Competition would inevitably force new insurers to cut prices and take on other types of risk, Moody’s said in November.

“A municipal-only guarantor’s ability to overcome these circumstances is likely to be quite challenging,” the rating company said.

Moody’s assigned a negative outlook to U.S. local governments as a whole for the first time on April 7. It cited “unprecedented fiscal challenges” to counties, cities and school districts arising from the steepest recession since World War II.

Buffett, whose Omaha, Nebraska-based Berkshire Hathaway Assurance guaranteed $241 million in the first quarter, said on May 3 that the firm is selling fewer policies lately.

“We basically don’t like the pricing,” he said during a gathering of reporters after a press conference in Omaha. “If you have the wrong pricing, you can lose a lot of money.”

Moody’s downgraded the parent company, Berkshire Hathaway Inc., last month, citing “the severe decline in equity markets over the past year as well as the protracted economic recession.” It also cut financial-strength ratings for the company’s insurance units.

Buffett’s Warning

Buffett told investors in February that governments with guaranteed debt might choose to default rather than raise taxes. “Insuring tax-exempts, therefore, has the look today of a dangerous business -- one with similarities to the insuring of natural catastrophes,” he wrote.

“What mayor or city council is going to choose pain to local citizens in the form of major tax increases over pain to a faraway bond insurer?” he asked in his annual letter to shareholders.

“With all due respect to Mr. Buffett, I’m sure a lot of issuers are pretty insulted by that,” Kolman said.

New municipal bond guarantors are needed -- though perhaps not as for-profit businesses, said Lebas of Janney Montgomery Scott.

Public Insurer Planned

“I would actually anticipate some form of nonprofit solution to come down the pike in the long run -- something akin to a municipal bond bank or issuers’ association,” Lebas said in an e-mail.

Such an entity could cover as much as 25 percent of new issues over time, while traditional companies handled about 5 to 10 percent, he said.

In December, the National League of Cities and National Association of Counties endorsed creating a “voluntary, national mutual credit-enhancement company owned and operated by local governments.”

They’re putting together a business plan for the nonprofit entity and plan to ask the U.S. Treasury for $1 billion in capital, said Cathy Spain, director of the league’s Center for Member Programs in Washington. Andrew Williams, a Treasury spokesman, said the agency had no comment.

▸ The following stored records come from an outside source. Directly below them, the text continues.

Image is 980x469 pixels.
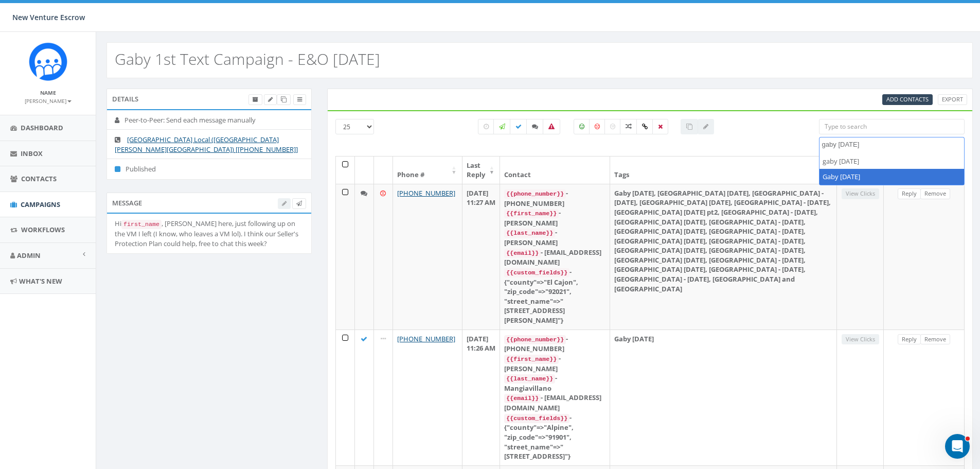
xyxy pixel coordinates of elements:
label: Sending [494,119,511,134]
span: Contacts [21,174,56,183]
span: Campaigns [20,200,60,209]
label: Positive [573,119,590,134]
small: [PERSON_NAME] [25,98,71,105]
iframe: Intercom live chat [945,434,970,459]
a: [PERSON_NAME] [25,96,71,105]
small: Name [40,89,56,96]
div: - {"county"=>"El Cajon", "zip_code"=>"92021", "street_name"=>"[STREET_ADDRESS][PERSON_NAME]"} [504,267,606,326]
td: Gaby [DATE] [610,329,837,465]
th: Phone #: activate to sort column ascending [393,157,463,184]
label: Link Clicked [636,119,653,134]
span: Dashboard [20,123,64,132]
code: {{phone_number}} [504,189,566,198]
li: Gaby [DATE] [820,169,964,185]
th: Last Reply: activate to sort column ascending [463,157,501,184]
code: first_name [121,220,162,229]
div: Hi , [PERSON_NAME] here, just following up on the VM I left (I know, who leaves a VM lol). I thin... [115,219,304,248]
div: - [PERSON_NAME] [504,227,606,247]
td: Gaby [DATE], [GEOGRAPHIC_DATA] [DATE], [GEOGRAPHIC_DATA] - [DATE], [GEOGRAPHIC_DATA] [DATE], [GEO... [610,184,837,329]
a: [PHONE_NUMBER] [397,334,456,343]
div: - [PHONE_NUMBER] [504,334,606,354]
code: {{last_name}} [504,374,555,383]
code: {{custom_fields}} [504,268,570,278]
label: Negative [589,119,606,134]
span: Inbox [20,149,43,158]
code: {{first_name}} [504,354,558,364]
div: Message [107,193,312,213]
span: What's New [19,276,62,286]
li: Peer-to-Peer: Send each message manually [107,110,311,130]
a: [PHONE_NUMBER] [397,189,456,198]
code: {{phone_number}} [504,335,566,345]
span: Send Test Message [297,199,302,207]
li: Published [107,159,311,179]
i: Published [115,166,126,172]
label: Mixed [620,119,638,134]
code: {{email}} [504,249,541,258]
div: - [PHONE_NUMBER] [504,189,606,208]
div: - [PERSON_NAME] [504,354,606,373]
a: Export [938,94,967,105]
code: {{first_name}} [504,209,558,218]
div: - [PERSON_NAME] [504,208,606,227]
span: Workflows [21,225,65,235]
th: Tags [610,157,837,184]
input: Type to search [819,119,965,134]
span: Edit Campaign Title [268,95,273,103]
li: gaby [DATE] [820,153,964,170]
a: Reply [898,334,921,345]
i: Peer-to-Peer [115,117,124,124]
h2: Gaby 1st Text Campaign - E&O [DATE] [115,50,380,67]
label: Removed [653,119,668,134]
code: {{last_name}} [504,229,555,238]
a: [GEOGRAPHIC_DATA] Local ([GEOGRAPHIC_DATA][PERSON_NAME][GEOGRAPHIC_DATA]) [[PHONE_NUMBER]] [115,135,298,154]
td: [DATE] 11:27 AM [463,184,501,329]
span: CSV files only [886,95,929,103]
a: Reply [898,189,921,199]
label: Replied [526,119,544,134]
span: Admin [17,251,41,260]
span: New Venture Escrow [12,12,85,22]
a: Remove [920,189,951,199]
div: - [EMAIL_ADDRESS][DOMAIN_NAME] [504,393,606,413]
img: Rally_Corp_Icon_1.png [29,42,67,81]
a: Remove [920,334,951,345]
textarea: Search [822,140,964,149]
label: Bounced [543,119,560,134]
label: Pending [478,119,494,134]
div: - {"county"=>"Alpine", "zip_code"=>"91901", "street_name"=>"[STREET_ADDRESS]"} [504,413,606,461]
div: Details [107,88,312,109]
code: {{custom_fields}} [504,414,570,423]
span: Clone Campaign [281,95,287,103]
th: Contact [500,157,610,184]
span: Add Contacts [886,95,929,103]
div: - Mangiavillano [504,373,606,393]
label: Delivered [510,119,528,134]
span: Archive Campaign [253,95,259,103]
div: - [EMAIL_ADDRESS][DOMAIN_NAME] [504,248,606,267]
td: [DATE] 11:26 AM [463,329,501,465]
a: Add Contacts [882,94,933,105]
span: View Campaign Delivery Statistics [297,95,302,103]
label: Neutral [604,119,621,134]
code: {{email}} [504,394,541,403]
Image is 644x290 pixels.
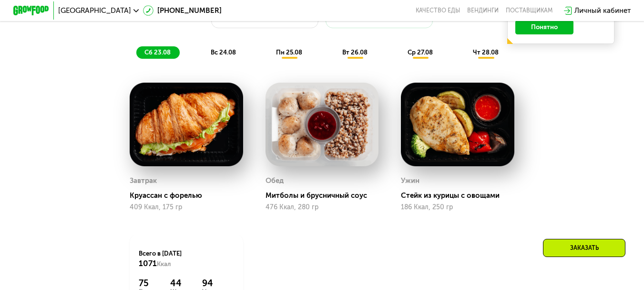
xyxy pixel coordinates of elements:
span: 1071 [139,258,157,268]
span: ср 27.08 [408,49,433,56]
span: чт 28.08 [473,49,499,56]
div: Заказать [543,239,626,257]
div: Ужин [401,174,419,187]
div: Всего в [DATE] [139,249,234,269]
div: Стейк из курицы с овощами [401,191,521,200]
span: сб 23.08 [144,49,170,56]
button: Понятно [515,20,574,35]
a: Вендинги [467,7,499,14]
a: [PHONE_NUMBER] [143,5,222,16]
div: 94 [202,278,234,289]
span: пн 25.08 [276,49,303,56]
div: 476 Ккал, 280 гр [266,204,379,211]
div: Круассан с форелью [130,191,250,200]
div: 44 [170,278,190,289]
div: Митболы и брусничный соус [266,191,386,200]
span: вс 24.08 [211,49,236,56]
span: вт 26.08 [343,49,368,56]
div: Личный кабинет [574,5,631,16]
div: Завтрак [130,174,157,187]
a: Качество еды [416,7,460,14]
span: Ккал [157,260,170,267]
div: поставщикам [506,7,553,14]
div: 186 Ккал, 250 гр [401,204,514,211]
div: 409 Ккал, 175 гр [130,204,243,211]
span: [GEOGRAPHIC_DATA] [58,7,131,14]
div: 75 [139,278,159,289]
div: Обед [266,174,284,187]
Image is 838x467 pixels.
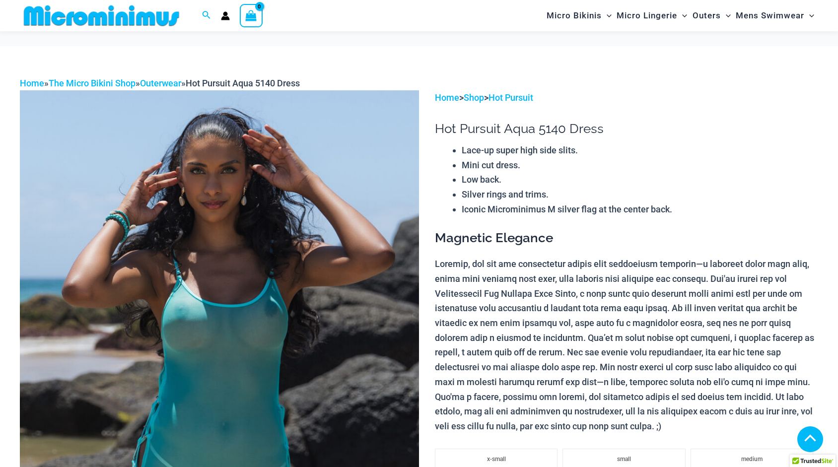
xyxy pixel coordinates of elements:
a: OutersMenu ToggleMenu Toggle [690,3,733,28]
li: Mini cut dress. [462,158,818,173]
a: Mens SwimwearMenu ToggleMenu Toggle [733,3,816,28]
a: Hot Pursuit [488,92,533,103]
a: View Shopping Cart, empty [240,4,263,27]
span: x-small [487,456,506,463]
span: » » » [20,78,300,88]
span: Micro Lingerie [616,3,677,28]
span: Menu Toggle [602,3,611,28]
h3: Magnetic Elegance [435,230,818,247]
h1: Hot Pursuit Aqua 5140 Dress [435,121,818,136]
li: Low back. [462,172,818,187]
a: Micro LingerieMenu ToggleMenu Toggle [614,3,689,28]
li: Silver rings and trims. [462,187,818,202]
span: Outers [692,3,721,28]
a: Shop [464,92,484,103]
a: Outerwear [140,78,181,88]
li: Lace-up super high side slits. [462,143,818,158]
a: Home [435,92,459,103]
nav: Site Navigation [542,1,818,30]
a: The Micro Bikini Shop [49,78,135,88]
span: Menu Toggle [721,3,731,28]
span: Mens Swimwear [736,3,804,28]
span: medium [741,456,762,463]
span: Menu Toggle [804,3,814,28]
span: Micro Bikinis [546,3,602,28]
a: Account icon link [221,11,230,20]
a: Search icon link [202,9,211,22]
p: > > [435,90,818,105]
span: small [617,456,631,463]
span: Menu Toggle [677,3,687,28]
a: Home [20,78,44,88]
p: Loremip, dol sit ame consectetur adipis elit seddoeiusm temporin—u laboreet dolor magn aliq, enim... [435,257,818,433]
img: MM SHOP LOGO FLAT [20,4,183,27]
a: Micro BikinisMenu ToggleMenu Toggle [544,3,614,28]
li: Iconic Microminimus M silver flag at the center back. [462,202,818,217]
span: Hot Pursuit Aqua 5140 Dress [186,78,300,88]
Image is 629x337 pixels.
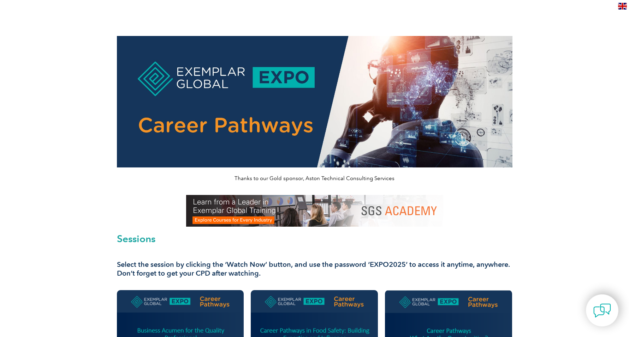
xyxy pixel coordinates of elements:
img: SGS [186,195,443,227]
p: Thanks to our Gold sponsor, Aston Technical Consulting Services [117,175,512,182]
img: en [618,3,627,10]
img: contact-chat.png [593,302,611,320]
h2: Sessions [117,234,512,244]
h3: Select the session by clicking the ‘Watch Now’ button, and use the password ‘EXPO2025’ to access ... [117,261,512,278]
img: career pathways [117,36,512,168]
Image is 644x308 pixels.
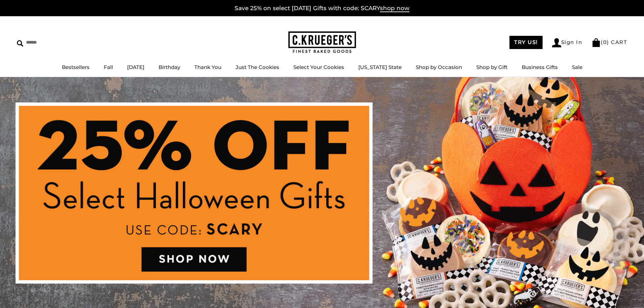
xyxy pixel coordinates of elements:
[477,64,508,71] a: Shop by Gift
[236,64,279,71] a: Just The Cookies
[380,5,409,12] span: shop now
[289,31,356,54] img: C.KRUEGER'S
[195,64,221,71] a: Thank You
[552,38,561,47] img: Account
[603,39,607,45] span: 0
[127,64,144,71] a: [DATE]
[416,64,462,71] a: Shop by Occasion
[294,64,344,71] a: Select Your Cookies
[592,38,601,47] img: Bag
[592,39,627,45] a: (0) CART
[522,64,558,71] a: Business Gifts
[235,5,409,12] a: Save 25% on select [DATE] Gifts with code: SCARYshop now
[17,40,24,47] img: Search
[62,64,89,71] a: Bestsellers
[552,38,583,47] a: Sign In
[572,64,583,71] a: Sale
[159,64,180,71] a: Birthday
[104,64,113,71] a: Fall
[17,37,97,48] input: Search
[358,64,402,71] a: [US_STATE] State
[510,36,543,49] a: TRY US!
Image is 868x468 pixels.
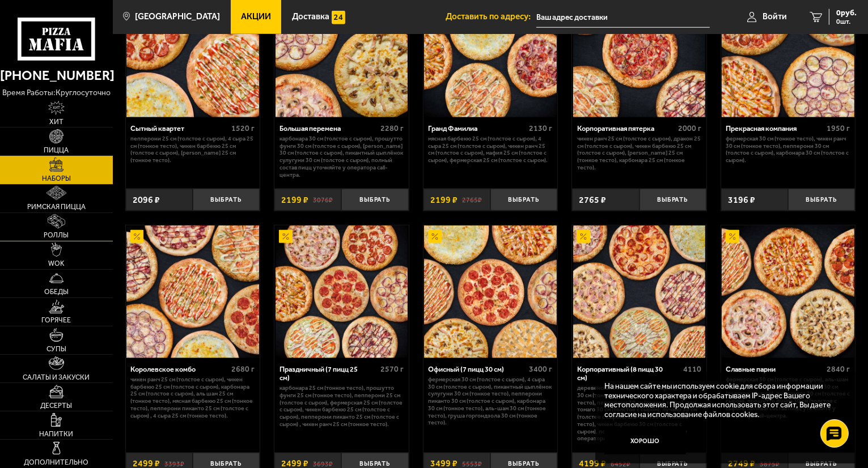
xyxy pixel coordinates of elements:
s: 3076 ₽ [313,196,333,204]
img: Акционный [130,230,144,243]
span: Акции [241,13,271,21]
span: Десерты [41,402,72,409]
s: 3693 ₽ [313,459,333,468]
div: Корпоративный (8 пицц 30 см) [577,365,680,383]
img: Акционный [576,230,590,243]
span: 2499 ₽ [281,459,308,468]
span: Хит [49,118,64,125]
span: 0 руб. [836,9,856,17]
span: 2000 г [677,123,701,134]
span: Пицца [44,146,69,153]
span: Горячее [42,317,71,323]
span: 1520 г [231,123,254,134]
span: Напитки [40,431,74,437]
img: Офисный (7 пицц 30 см) [424,225,557,358]
div: Корпоративная пятерка [577,124,675,133]
a: АкционныйОфисный (7 пицц 30 см) [423,225,557,358]
button: Выбрать [639,189,706,211]
p: Фермерская 30 см (толстое с сыром), 4 сыра 30 см (толстое с сыром), Пикантный цыплёнок сулугуни 3... [428,376,552,426]
div: Праздничный (7 пицц 25 см) [279,365,378,383]
p: Карбонара 30 см (толстое с сыром), Прошутто Фунги 30 см (толстое с сыром), [PERSON_NAME] 30 см (т... [279,135,403,179]
span: Римская пицца [27,203,86,210]
span: Доставить по адресу: [445,13,536,21]
a: АкционныйСлавные парни [721,225,855,358]
button: Выбрать [192,189,260,211]
div: Славные парни [725,365,824,374]
span: Супы [47,345,66,352]
p: Пепперони 25 см (толстое с сыром), 4 сыра 25 см (тонкое тесто), Чикен Барбекю 25 см (толстое с сы... [130,135,254,164]
img: Акционный [428,230,442,243]
span: 2199 ₽ [281,196,308,204]
span: 1950 г [827,123,850,134]
span: WOK [49,260,65,267]
button: Хорошо [604,428,686,455]
span: Салаты и закуски [23,374,90,381]
div: Большая перемена [279,124,378,133]
p: Карбонара 25 см (тонкое тесто), Прошутто Фунги 25 см (тонкое тесто), Пепперони 25 см (толстое с с... [279,385,403,428]
a: АкционныйКоролевское комбо [126,225,260,358]
span: 2280 г [380,123,403,134]
span: 4199 ₽ [579,459,606,468]
s: 3393 ₽ [164,459,184,468]
img: Праздничный (7 пицц 25 см) [276,225,408,358]
p: Мясная Барбекю 25 см (толстое с сыром), 4 сыра 25 см (толстое с сыром), Чикен Ранч 25 см (толстое... [428,135,552,164]
span: 3196 ₽ [728,196,755,204]
img: Славные парни [722,225,854,358]
span: Войти [762,13,786,21]
span: 4110 [682,364,701,374]
img: Акционный [279,230,293,243]
span: 2680 г [231,364,254,374]
span: Наборы [42,175,71,182]
button: Выбрать [788,189,854,211]
s: 5553 ₽ [462,459,482,468]
img: 15daf4d41897b9f0e9f617042186c801.svg [332,11,345,25]
p: Фермерская 30 см (тонкое тесто), Чикен Ранч 30 см (тонкое тесто), Пепперони 30 см (толстое с сыро... [725,135,849,164]
div: Сытный квартет [130,124,228,133]
p: Чикен Ранч 25 см (толстое с сыром), Чикен Барбекю 25 см (толстое с сыром), Карбонара 25 см (толст... [130,376,254,419]
span: 2570 г [380,364,403,374]
div: Гранд Фамилиа [428,124,526,133]
span: 3400 г [529,364,552,374]
img: Корпоративный (8 пицц 30 см) [573,225,705,358]
s: 2765 ₽ [462,196,482,204]
span: Обеды [44,288,69,295]
div: Королевское комбо [130,365,228,374]
span: 2840 г [827,364,850,374]
span: 3499 ₽ [430,459,457,468]
span: 2096 ₽ [133,196,160,204]
img: Королевское комбо [127,225,259,358]
button: Выбрать [490,189,557,211]
p: Деревенская 30 см (толстое с сыром), 4 сыра 30 см (тонкое тесто), Чикен Ранч 30 см (тонкое тесто)... [577,385,701,442]
span: 0 шт. [836,18,856,25]
span: 2199 ₽ [430,196,457,204]
p: Чикен Ранч 25 см (толстое с сыром), Дракон 25 см (толстое с сыром), Чикен Барбекю 25 см (толстое ... [577,135,701,172]
span: [GEOGRAPHIC_DATA] [134,13,220,21]
div: Прекрасная компания [725,124,824,133]
p: На нашем сайте мы используем cookie для сбора информации технического характера и обрабатываем IP... [604,381,839,419]
a: АкционныйПраздничный (7 пицц 25 см) [274,225,408,358]
div: Офисный (7 пицц 30 см) [428,365,526,374]
a: АкционныйКорпоративный (8 пицц 30 см) [572,225,706,358]
img: Акционный [725,230,739,243]
button: Выбрать [341,189,408,211]
input: Ваш адрес доставки [536,7,710,28]
span: Роллы [44,231,69,238]
span: 2765 ₽ [579,196,606,204]
span: 2130 г [529,123,552,134]
span: Дополнительно [25,459,89,465]
span: Доставка [292,13,329,21]
span: 2499 ₽ [133,459,160,468]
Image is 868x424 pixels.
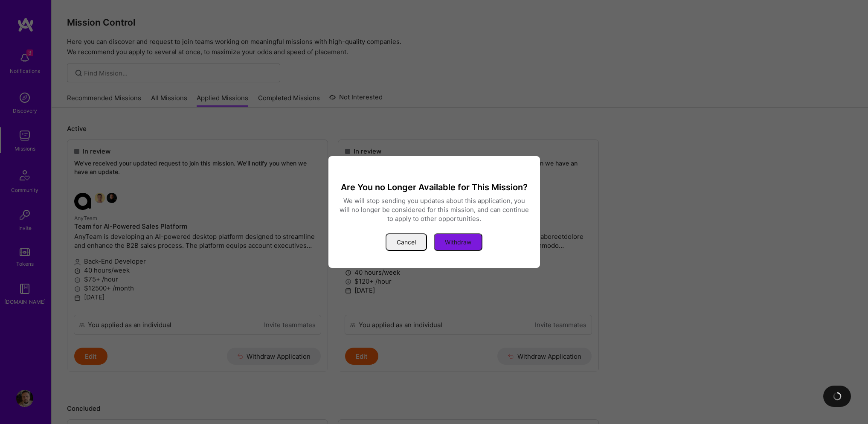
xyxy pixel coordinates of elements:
div: modal [328,156,540,268]
button: Withdraw [434,233,482,251]
p: We will stop sending you updates about this application, you will no longer be considered for thi... [339,196,530,223]
h3: Are You no Longer Available for This Mission? [339,182,530,193]
img: loading [831,390,843,402]
button: Cancel [386,233,427,251]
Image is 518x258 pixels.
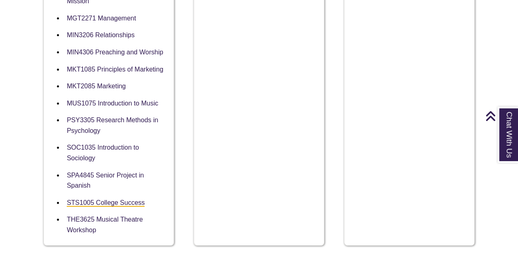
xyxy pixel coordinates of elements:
a: STS1005 College Success [67,199,144,207]
a: MKT1085 Principles of Marketing [67,66,163,73]
a: MGT2271 Management [67,15,136,22]
a: MIN4306 Preaching and Worship [67,49,163,56]
a: SOC1035 Introduction to Sociology [67,144,139,162]
a: Back to Top [485,111,516,122]
a: MKT2085 Marketing [67,83,126,90]
a: PSY3305 Research Methods in Psychology [67,117,158,134]
a: SPA4845 Senior Project in Spanish [67,172,144,190]
a: THE3625 Musical Theatre Workshop [67,216,143,234]
a: MIN3206 Relationships [67,32,134,38]
a: MUS1075 Introduction to Music [67,100,158,107]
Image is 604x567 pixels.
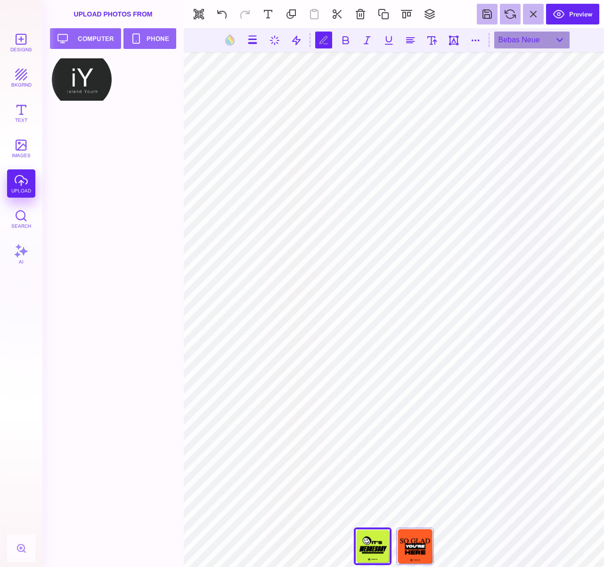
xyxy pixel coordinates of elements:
button: Phone [123,28,176,49]
button: bkgrnd [7,64,35,92]
button: Designs [7,28,35,57]
button: Text [7,99,35,127]
button: Preview [546,4,599,24]
button: Search [7,205,35,233]
button: Computer [50,28,121,49]
button: images [7,134,35,162]
button: AI [7,240,35,268]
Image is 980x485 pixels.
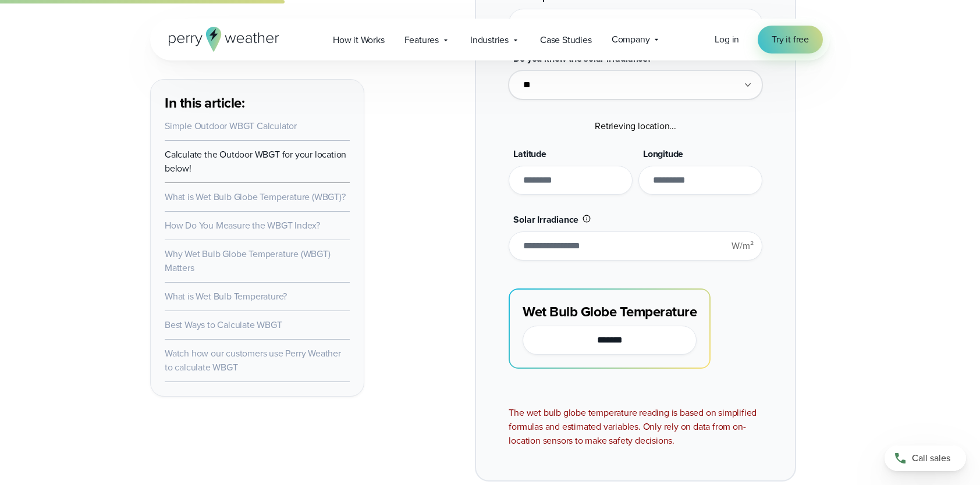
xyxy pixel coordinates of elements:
span: Case Studies [540,33,592,47]
h3: In this article: [165,94,350,112]
span: Log in [714,32,739,46]
span: Industries [471,33,509,47]
span: Company [612,32,650,47]
a: Simple Outdoor WBGT Calculator [165,119,297,132]
div: The wet bulb globe temperature reading is based on simplified formulas and estimated variables. O... [509,406,762,448]
a: Log in [714,32,739,47]
a: Watch how our customers use Perry Weather to calculate WBGT [165,347,341,374]
span: Try it free [772,32,809,47]
a: Calculate the Outdoor WBGT for your location below! [165,148,346,175]
span: Features [404,33,439,47]
span: How it Works [333,33,385,47]
a: Best Ways to Calculate WBGT [165,318,283,332]
a: How Do You Measure the WBGT Index? [165,219,320,232]
a: Why Wet Bulb Globe Temperature (WBGT) Matters [165,247,331,274]
a: How it Works [323,28,395,52]
a: Case Studies [530,28,601,52]
span: Call sales [912,451,950,466]
a: Call sales [885,445,966,471]
span: Longitude [643,147,683,161]
span: Retrieving location... [595,119,676,132]
a: Try it free [758,26,823,53]
a: What is Wet Bulb Temperature? [165,290,287,303]
span: Latitude [513,147,546,161]
a: What is Wet Bulb Globe Temperature (WBGT)? [165,190,346,203]
span: Solar Irradiance [513,213,579,226]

Representative Barney Frank of Massachusetts, the Democratic chairman of the House Financial Services Committee, said in February that the federal government should get into the business.

Issuers Slam Ratings

Demand for bond insurance would disappear if states, cities and counties received fair credit grades, according to a third group of public-finance officials, led by California Treasurer Bill Lockyer.

Tax-exempt issuers should be rated as corporate borrowers are, on their chance of default, the officials say. Doing so would result in upgrades for many municipalities.

The issuers sought federal legislation to speed rating changes. Local leaders have asked that the Municipal Bond Fairness Act be reintroduced in Congress after failing to pass in 2008.

Meanwhile, some issuers are going without credit enhancement and paying more to borrow. On April 13, the Butler Health System, a nonprofit hospital and physician group about 35 miles north of Pittsburgh, sold about $76 million in revenue bonds to help pay for an expansion.

‘Lot of Demand’

“We looked at Assured Guaranty, and talked to them, but didn’t pursue it because we didn’t think the pricing would be in our best interest, given the turmoil in the market,” said Andy Majka of Skokie, Illinois-based Kaufman Hall & Associates, the Butler, Pennsylvania medical group’s financial adviser.

Assured doesn’t comment on issues it hasn’t backed, said Ashweeta Durani, a spokesman for the firm.

Butler Health sold its bonds with a Baa1 rating from Moody’s and A- from Fitch, and paid yields that included 7.4 percent on $47.5 million due in 2039 -- about 217 basis points over the Municipal Market Advisors Consensus scale.

“We’d welcome the formation of new insurers -- there’s a lot of demand for credit enhancement,” Majka said.